We finished up with what was meant to be a quick riding tour of the improvements that had been made in my absence. ‘Quick’ turned into kinda of a joke. Half the folks on the Council weren’t horse savvy and just getting them all in the saddle took the better part of an hour. Lunch and I were ready to go in minutes, after that we merely pranced around waiting for a chance to get out together again. Lunch had two stages of happiness; unbridled and racing free across the open land, or saddled up and racing together for fun. Standing around waiting was not in Lunch’s personal plan of happiness.
We eventually got on our way and I ignored all of the complaints and curses behind me. This was the 1820’s on the frontier you know – riding a horse is simply part of life. The reality is that most of the trade folk were town folk also, wagons and carriages were more their thing. I personally preferred a Ricaro racing seat in a high powered sports car; since I couldn’t have that, I’d just enjoy my time with Lunch while we waited.

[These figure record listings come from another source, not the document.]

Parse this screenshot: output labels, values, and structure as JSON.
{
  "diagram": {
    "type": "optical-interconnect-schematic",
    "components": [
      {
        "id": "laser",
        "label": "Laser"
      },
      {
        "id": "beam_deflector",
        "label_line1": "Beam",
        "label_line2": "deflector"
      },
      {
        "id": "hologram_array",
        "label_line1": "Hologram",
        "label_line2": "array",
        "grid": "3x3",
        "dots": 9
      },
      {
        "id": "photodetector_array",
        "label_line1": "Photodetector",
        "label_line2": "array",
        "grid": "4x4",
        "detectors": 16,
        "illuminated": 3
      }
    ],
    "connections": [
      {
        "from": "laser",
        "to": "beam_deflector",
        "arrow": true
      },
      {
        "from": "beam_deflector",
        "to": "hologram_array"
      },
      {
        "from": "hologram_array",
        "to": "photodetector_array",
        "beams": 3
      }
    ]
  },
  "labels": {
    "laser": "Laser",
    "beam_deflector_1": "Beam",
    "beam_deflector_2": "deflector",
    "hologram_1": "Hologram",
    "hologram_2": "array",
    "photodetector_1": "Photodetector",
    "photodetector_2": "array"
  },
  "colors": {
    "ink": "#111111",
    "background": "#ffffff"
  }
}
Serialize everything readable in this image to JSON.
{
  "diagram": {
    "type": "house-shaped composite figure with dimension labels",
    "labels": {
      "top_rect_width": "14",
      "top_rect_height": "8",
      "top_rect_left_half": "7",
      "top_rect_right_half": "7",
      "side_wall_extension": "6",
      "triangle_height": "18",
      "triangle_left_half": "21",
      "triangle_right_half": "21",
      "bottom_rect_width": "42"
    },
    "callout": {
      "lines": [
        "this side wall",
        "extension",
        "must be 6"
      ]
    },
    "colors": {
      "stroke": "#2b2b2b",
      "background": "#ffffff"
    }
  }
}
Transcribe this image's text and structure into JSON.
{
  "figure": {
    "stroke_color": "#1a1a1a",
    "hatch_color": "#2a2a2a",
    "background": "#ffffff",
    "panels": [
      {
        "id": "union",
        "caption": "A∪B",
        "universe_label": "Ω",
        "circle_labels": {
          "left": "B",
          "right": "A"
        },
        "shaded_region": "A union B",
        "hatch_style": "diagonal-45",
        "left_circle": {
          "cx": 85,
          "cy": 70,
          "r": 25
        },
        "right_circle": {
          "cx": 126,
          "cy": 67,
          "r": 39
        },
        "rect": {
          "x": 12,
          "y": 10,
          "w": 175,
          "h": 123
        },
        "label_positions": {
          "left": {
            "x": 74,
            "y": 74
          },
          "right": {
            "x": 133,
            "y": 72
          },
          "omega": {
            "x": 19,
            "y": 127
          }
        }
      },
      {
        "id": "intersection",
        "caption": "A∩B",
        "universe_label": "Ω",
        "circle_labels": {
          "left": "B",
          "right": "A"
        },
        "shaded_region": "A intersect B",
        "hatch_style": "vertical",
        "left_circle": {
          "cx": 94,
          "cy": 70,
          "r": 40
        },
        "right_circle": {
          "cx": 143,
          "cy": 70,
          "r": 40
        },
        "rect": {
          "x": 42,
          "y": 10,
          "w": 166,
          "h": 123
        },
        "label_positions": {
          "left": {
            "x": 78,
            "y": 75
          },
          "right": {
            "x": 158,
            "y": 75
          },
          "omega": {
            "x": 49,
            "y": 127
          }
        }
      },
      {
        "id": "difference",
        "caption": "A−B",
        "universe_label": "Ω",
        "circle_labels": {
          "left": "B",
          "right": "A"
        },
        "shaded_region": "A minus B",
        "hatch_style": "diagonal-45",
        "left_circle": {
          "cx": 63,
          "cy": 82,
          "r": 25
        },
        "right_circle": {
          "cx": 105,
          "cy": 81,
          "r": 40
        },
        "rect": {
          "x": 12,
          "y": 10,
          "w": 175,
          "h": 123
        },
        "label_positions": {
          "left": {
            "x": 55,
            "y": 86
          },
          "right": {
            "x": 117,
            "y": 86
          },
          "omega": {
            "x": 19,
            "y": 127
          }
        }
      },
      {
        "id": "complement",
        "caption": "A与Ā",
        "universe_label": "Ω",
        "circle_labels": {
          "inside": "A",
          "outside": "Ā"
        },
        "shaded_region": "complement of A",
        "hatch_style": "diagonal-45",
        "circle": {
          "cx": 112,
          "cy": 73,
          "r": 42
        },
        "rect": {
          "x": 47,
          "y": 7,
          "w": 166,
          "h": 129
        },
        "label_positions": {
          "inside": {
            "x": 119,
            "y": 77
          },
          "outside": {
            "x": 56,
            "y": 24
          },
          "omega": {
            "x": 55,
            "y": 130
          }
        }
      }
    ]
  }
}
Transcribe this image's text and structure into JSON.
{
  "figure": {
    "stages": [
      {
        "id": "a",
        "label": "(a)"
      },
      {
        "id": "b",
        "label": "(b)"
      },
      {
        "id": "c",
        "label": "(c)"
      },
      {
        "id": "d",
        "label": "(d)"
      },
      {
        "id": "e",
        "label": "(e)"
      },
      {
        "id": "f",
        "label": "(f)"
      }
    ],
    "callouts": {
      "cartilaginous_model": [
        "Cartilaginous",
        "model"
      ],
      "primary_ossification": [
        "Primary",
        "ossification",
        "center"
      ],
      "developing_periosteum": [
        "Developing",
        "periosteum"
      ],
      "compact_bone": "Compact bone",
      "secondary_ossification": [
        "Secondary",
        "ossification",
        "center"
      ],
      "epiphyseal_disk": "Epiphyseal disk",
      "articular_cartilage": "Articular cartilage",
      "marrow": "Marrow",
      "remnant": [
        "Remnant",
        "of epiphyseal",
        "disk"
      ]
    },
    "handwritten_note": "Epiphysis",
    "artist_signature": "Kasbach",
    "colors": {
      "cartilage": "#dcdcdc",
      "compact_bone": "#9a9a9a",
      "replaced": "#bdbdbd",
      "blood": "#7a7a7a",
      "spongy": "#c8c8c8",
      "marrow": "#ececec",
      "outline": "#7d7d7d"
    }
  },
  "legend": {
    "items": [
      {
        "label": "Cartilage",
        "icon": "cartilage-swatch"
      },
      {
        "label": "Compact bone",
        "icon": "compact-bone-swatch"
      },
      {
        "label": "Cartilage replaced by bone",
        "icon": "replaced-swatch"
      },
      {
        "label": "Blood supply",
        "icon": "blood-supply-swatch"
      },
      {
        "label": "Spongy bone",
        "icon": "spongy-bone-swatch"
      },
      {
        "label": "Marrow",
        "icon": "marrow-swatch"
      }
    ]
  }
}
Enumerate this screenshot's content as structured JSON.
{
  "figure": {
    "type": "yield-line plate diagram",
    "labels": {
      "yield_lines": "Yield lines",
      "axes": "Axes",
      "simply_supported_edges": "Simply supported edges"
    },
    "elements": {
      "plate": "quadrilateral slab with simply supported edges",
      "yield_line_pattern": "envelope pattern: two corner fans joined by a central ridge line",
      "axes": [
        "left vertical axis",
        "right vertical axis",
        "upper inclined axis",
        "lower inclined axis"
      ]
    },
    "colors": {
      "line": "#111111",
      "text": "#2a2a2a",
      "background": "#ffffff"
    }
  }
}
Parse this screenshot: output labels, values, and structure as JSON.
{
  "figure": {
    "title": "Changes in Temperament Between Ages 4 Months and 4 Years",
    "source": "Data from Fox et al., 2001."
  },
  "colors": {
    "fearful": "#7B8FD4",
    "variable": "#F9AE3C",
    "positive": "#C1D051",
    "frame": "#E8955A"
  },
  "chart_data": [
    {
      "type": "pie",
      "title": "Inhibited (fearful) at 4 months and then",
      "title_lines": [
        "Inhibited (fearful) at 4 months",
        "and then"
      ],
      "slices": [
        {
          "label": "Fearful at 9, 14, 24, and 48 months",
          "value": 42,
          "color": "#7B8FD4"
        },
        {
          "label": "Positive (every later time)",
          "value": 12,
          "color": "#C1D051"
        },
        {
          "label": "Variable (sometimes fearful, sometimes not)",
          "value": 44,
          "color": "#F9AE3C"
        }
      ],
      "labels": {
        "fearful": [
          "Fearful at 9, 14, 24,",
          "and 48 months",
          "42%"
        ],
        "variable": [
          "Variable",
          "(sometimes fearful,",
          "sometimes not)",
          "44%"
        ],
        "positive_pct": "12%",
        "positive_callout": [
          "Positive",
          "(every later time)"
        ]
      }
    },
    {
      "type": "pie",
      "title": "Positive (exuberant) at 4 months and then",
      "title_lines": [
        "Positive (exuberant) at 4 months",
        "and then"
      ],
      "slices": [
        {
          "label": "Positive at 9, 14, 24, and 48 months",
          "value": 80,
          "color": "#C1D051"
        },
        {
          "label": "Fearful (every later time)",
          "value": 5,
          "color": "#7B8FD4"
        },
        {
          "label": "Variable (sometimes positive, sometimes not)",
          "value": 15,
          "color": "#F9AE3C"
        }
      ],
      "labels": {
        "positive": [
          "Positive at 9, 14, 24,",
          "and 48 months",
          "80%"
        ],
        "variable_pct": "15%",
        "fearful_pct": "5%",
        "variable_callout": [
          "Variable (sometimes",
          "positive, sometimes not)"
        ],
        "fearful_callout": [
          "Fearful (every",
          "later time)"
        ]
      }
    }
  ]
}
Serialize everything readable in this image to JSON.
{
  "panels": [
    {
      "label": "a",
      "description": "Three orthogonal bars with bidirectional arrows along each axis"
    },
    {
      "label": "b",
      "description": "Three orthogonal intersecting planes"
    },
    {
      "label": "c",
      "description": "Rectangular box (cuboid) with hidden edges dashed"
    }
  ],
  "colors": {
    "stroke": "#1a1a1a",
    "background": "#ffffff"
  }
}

There were a lot of minor improvements to see, the Council had done a pretty bang-up job of keeping priorities on track. At the same time, there was a lot of detail to be finished and a lot of little, yet important, things that weren’t being followed up on. What this really pointed to, was a leadership and management problem on my part, I had to make some changes and needed to figure out those changes first. But before that, I needed to see the Lumber Yard and Wood Shop, two areas that would be vital for our continued growth.
Both sites were high on my immediate need-to-see list. The amount of land that had been cleared in the downtown area made it obvious that they had worked from sunup to sundown in our absence but the scope of that effort became very clear when we reached the lumber yard. The wood shop came first on the street, but you couldn’t miss the amount of wood stacked up and aging in the lumber yard. Holder was beaming with pride and it was easy to see that he had led this effort. The logs were only stacked three high but that couldn’t have been easy without a gantry to help with the lifting.
We had at least two acres of logs and another acre of brush piles that had to be managed at some point. I knew for a fact that we had people in town who knew how to make something useful out of anything, so I wasn’t too worried about that. The good news was, when it came to wood, we weren’t in bad shape. The lumber would all take a while to cure and what we’d burn this winter wouldn’t be the most efficient of wood, but maybe we could focus on charcoal to make up that difference. Regardless, wood kilns moved up on my ‘must build’ list.
While the lumber yard still had just a simple shack for shade, the wood shop next door was large and spacious, even if still under-tooled. We’d have our tools showing up soon enough, but for now this was a good start. They even had a small conference room to use as an office or lunch room, not bad thinking. Both sites had their own outhouses and wells were being dug, in the case of the wood shop, the well was being dug in the corner of the largest room in the shop. They had even set up a manually-operated lathe to start turning wood. It was crude but it worked for rough jobs. More good news.
The final stop on this whirlwind tour was the new boatsman lodge. It was a typical, if very large, Pawnee-type lodge. At the moment, it was cramped quarters with all the boatmen in town, but it was way better than tents and it was a place the single guys could call home. Everyone involved knew it was a vast improvement over sleeping rough.
Whirlwind tour complete, it was time for a party.